Chapter 28

The Apaches moved through the darkness like silent ghosts.

Clayton joined them on the ridge and looked down at the spur. A single wagon was drawn up close to the tracks, two cowboys riding herd on its Mexican drivers. The train was off somewhere in the distance, but close enough that Clayton heard the chuff-chuff-chuff of the locomotive.

Beside him the Apaches were tense, ready. Now he could only act as a bystander and wait for them to make their move.

A couple of minutes ticked past. The Apaches lay still in the grass, watching. Waiting.

But for what?

Then it dawned on Clayton. They wouldn’t make a move until the engine arrived. If there were Apache bodies in the wagon, then God help the train crew.

After what seemed an endless wait, the train arrived. It was a locomotive with a single boxcar—a refrigerator car. The engine vented steam, for a moment obscuring the wagon and the two riders.

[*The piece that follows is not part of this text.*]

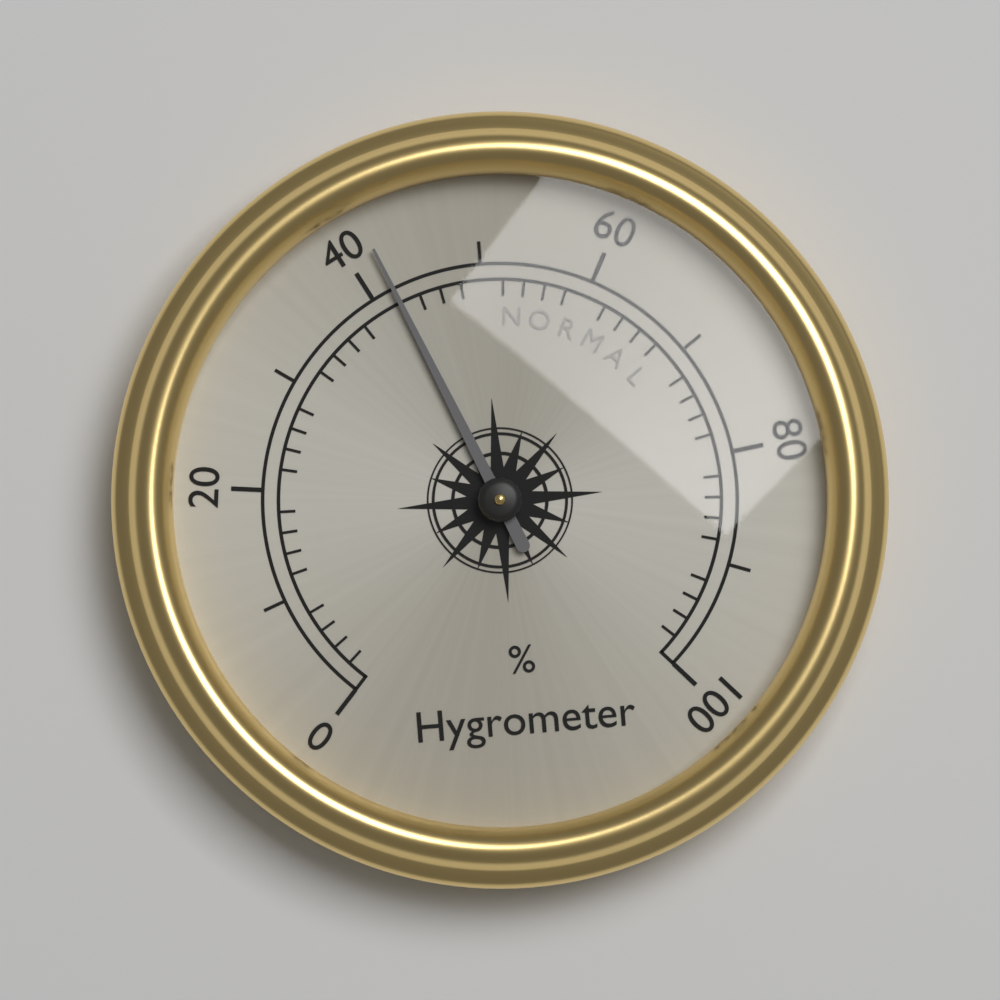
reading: 42 %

The Apaches moved. They crouched low and ran down the slope, Clayton with them. As the steam cleared, the cowboys saw the Indians. And made the last mistake they’d ever make.

Both men went for their holstered guns, and the Apaches fired.

One man was hit in the head and his hat flew off, revealing his complete baldness. He toppled out of the saddle as his companion, hit hard, swung his horse around and tried to make a dash for the trees.

The young Apache drew a bead and shot him, shot him again, and the man fell.

The two Mexicans were wide-eyed with terror. One of them screamed, “Por favor, no mas mate!”

The Apaches ignored his plea for mercy and yelled at the engineer and fireman to climb down from the cab.

Their hands in the air, the railroaders stood by the engine. Clayton saw that their fear was just as great as that of the Mexicans. Angry Apaches were not to be taken lightly. And they were about to get angrier.

There were two boxes in the wagon. The Apaches opened them and Clayton heard their roars of outrage and sorrow. Knowing what he was about to see, he stepped to the wagon.

A young woman’s body occupied each box. Neither showed signs of violence, and Clayton wondered at that until he caught the smell of rotgut whiskey. Then he knew how the women had been killed. Their abductors had gotten the girls drunk and smothered both of them.

“Lipan,” the old Apache said, “coming up from the south.”

“Where are their men?” Clayton asked. “Why didn’t they protect them?”

“Many Apache no longer fight. The Lipan know their days in the sun are over. White men get father, maybe brother, drunk, then take girls.”

Suddenly angry, Clayton limped to the bodies of the dead men. Behind him he heard shots. He turned and saw the Mexicans sprawled facedown in the dirt.

Grabbing hold of the back of the bald man’s collar, he dragged him to the engineer and his fireman. “Who is he?” he said. “Who does he work for?”

The engineer, a burly man with iron gray hair and a bristling mustache, shook his head. He looked terrified.

“Honest, mister, I don’t know. We were told to bring the refrigerator car here and pick up a couple of boxes.” His eyes pleaded with Clayton. “That’s how it come up, and it’s all I know.”

If the engineer did know more, he never got a chance to reveal it. The Apaches jumped on him and the fireman and began to kill them more slowly than the others, with knives, not guns.

Clayton thought the men would never stop screaming. But they did, eventually . . . an eventually that took two shrieking, screaming, scarlet-splashed hours.

The Apaches had no way of destroying the engine or the boxcar, and contented themselves with shooting holes in both.

Clayton was under no illusions. He’d heard that Apaches were notoriously notional, but, judging by the way the cards were falling, his turn was next. In the end they surprised him.

The young Indian brought him his horse, and then they left without a word, taking the wagon with them. One moment the spur had been crowded with Apaches; the next they were gone, as silently and ghostly as they’d come.

The Indians had picked up the dead men’s rifles, but Clayton scouted around and found the bald man’s Colt. He reloaded, shoved the gun in his holster, then filled his cartridge belt. He left the buckskin near the converted boxcar and stepped inside.

The whiskey bottle was empty, which was a disappointment. After witnessing what had happened to the railroad men, he could’ve used a drink.

Clayton used wood and kindling he found beside the stove and filled the pot with water from the pump outside. He put coffee on to boil, then sat at the table.

A quick inspection of his thigh told him the wound was not infected, and it showed some healing. It still pained him, though, stiffening his entire leg.

Later he poured himself coffee and built a cigarette, inhaling deeply. The sight of the two railroaders haunted him. How could men get cut up like that, their guts coiling from their bellies, and still live? And their eyes . . .

Clayton heard the chime of a bit as someone drew rein outside. Then, “Cage, you still alive?”

Nook Kelly’s voice.

“Just about.”

“What the hell happened here?”

“A lot.”

Clayton drank some coffee and dragged on his cigarette.

“Step inside and I’ll tell you about it,” he said.